From October 23 to 26, Danspace Project at St. Mark's Church presented
Haworth's "Glass Box" and "Amnesia." His vigorous movement style
combines acrobatics, martial arts, and contact improvisation. As
a dancer, Haworth, a sturdy athletic fellow, fearlessly launches
into the ground, cart-wheeling one-handed, somersaulting over a
shoulder, sliding on his hip with the ferocity of a pro baseball
player stealing home.
His dancers share a
lusty appetite for hurling themselves to the ground, sliding and
rolling: Lauren Beale, Amanda Loulaki, Daryl Owens, Anna Sofia Kallinikidou,
Edward Winslow and Jason Akira Somma even manage from time to time
to lend dramatic intention to the movement with their physically
daring, assured performances of it.
Both of Haworth's dances
begin promisingly: "Glass Box," with its five dancers sequentially
careening laterally out of a straight line formation into topsy-turvy
phrases; and "Amnesia," with a strong solo for Owens, gliding on
her belly with reptilian facileness.
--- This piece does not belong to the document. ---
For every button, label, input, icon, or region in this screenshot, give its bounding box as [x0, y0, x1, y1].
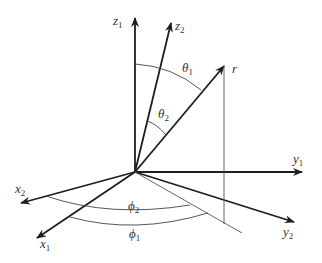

But after these striking opening
images, both dances devolve into rambling streams-of-consciousness:
repetitious motifs, punctuated by overlong solos, duets, and trios,
which remain dynamically level and don't move toward a clear, cohesive
intention.
Choosing the same collaborators
to costume and create music for both pieces compounds their similarity.
Costumer Wendy Winters favors slightly deconstructed pedestrian
looks: in "Box," vests over shirts and slacks on the men; a maxi-skirt,
a black ballerina dress, and hot pants for the three women. For
"Amnesia" the two men and three women all wear sports shirts with
collar and color variations and dark, clam-digger length pants.
Jonathan Segel's electronic
collages add multifarious textures -- minimal drones to rhythmic
pulses -- but do not help to shape the structure. When in "Box"
the dancers reprise their opening movement -- but with different
music -- the gesture toward classic form still doesn't give us a
clue to the meaning of the dance.
Nonetheless, there are
satisfying nuggets like an extended duet in "Box" for Owen and Somma.
She leaps repeatedly onto his back, and he flips her around in various
ways. In "Amnesia," Amanda Loulaki throws a tantrum, repeatedly
shouting, "No!" and whacking at her arms, then wrapping them tightly
around her body, constricting her mobility. Then she pleads into
a downstage microphone, "I don't remember.... I didn't do anything...,"
while upstage, an aggressive trio of slippery contact lifts leaves
Winslow prostrate, done in by Beale and Haworth.
David Fritz lights the
dances from intriguingly odd angles, creating provocative spatial
accents and dramatic undertones. But choreographically Haworth needs
to focus his vision and clarify his expressive intentions to give
his energetic dances emotional punch.